Exercise: Begin at the line containing "Locate an element" in the records below, end at the line containing "pyautogui.click(x=<x>, y=<y>)", and retype each line in that span exactly. No other line and no image should appear.
-=-=-=-=-
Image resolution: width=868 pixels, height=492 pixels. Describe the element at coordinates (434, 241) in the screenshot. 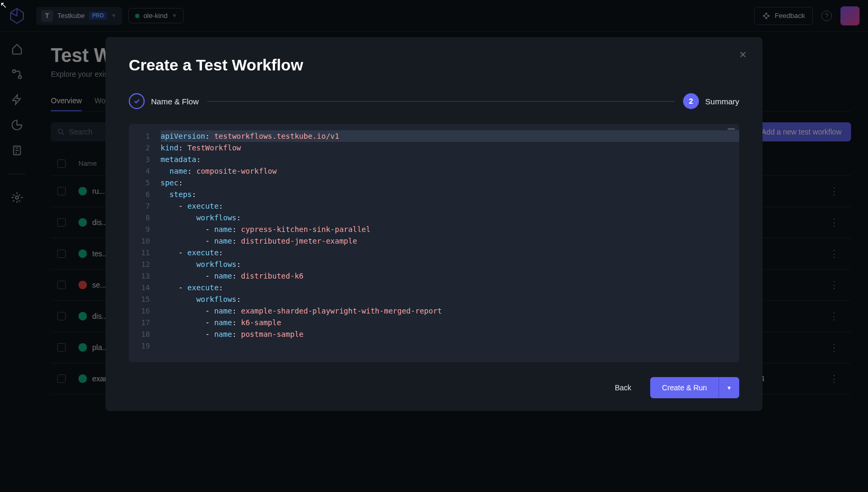

I see `code-line: 10 - name: distributed-jmeter-example` at that location.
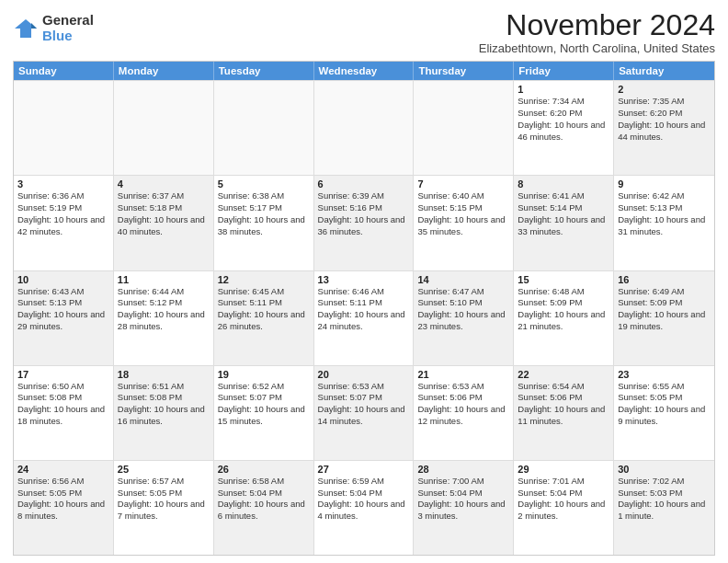 The height and width of the screenshot is (563, 728). Describe the element at coordinates (265, 508) in the screenshot. I see `calendar-cell-26: 26Sunrise: 6:58 AM Sunset: 5:04 PM Dayli…` at that location.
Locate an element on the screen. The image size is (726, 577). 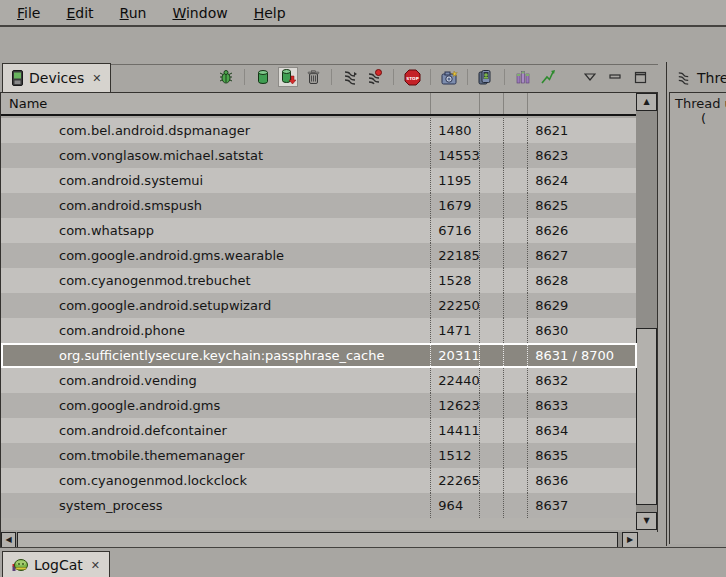
table-row: com.whatsapp 6716 8626 is located at coordinates (319, 230).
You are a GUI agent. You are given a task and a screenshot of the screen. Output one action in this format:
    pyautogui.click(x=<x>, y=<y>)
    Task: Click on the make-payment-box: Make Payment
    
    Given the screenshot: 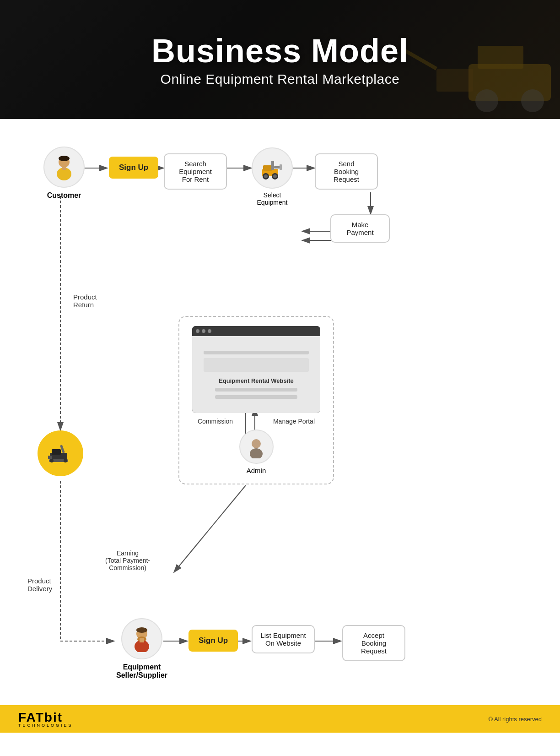 What is the action you would take?
    pyautogui.click(x=360, y=228)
-=-=-=-=-
Your response:
Locate an element on the screen. The image size is (726, 577). 
table-row: com.whatsapp 6716 8626 is located at coordinates (319, 230).
You are a GUI agent. You are given a task and a screenshot of the screen. Output one action in this format:
    pyautogui.click(x=<x>, y=<y>)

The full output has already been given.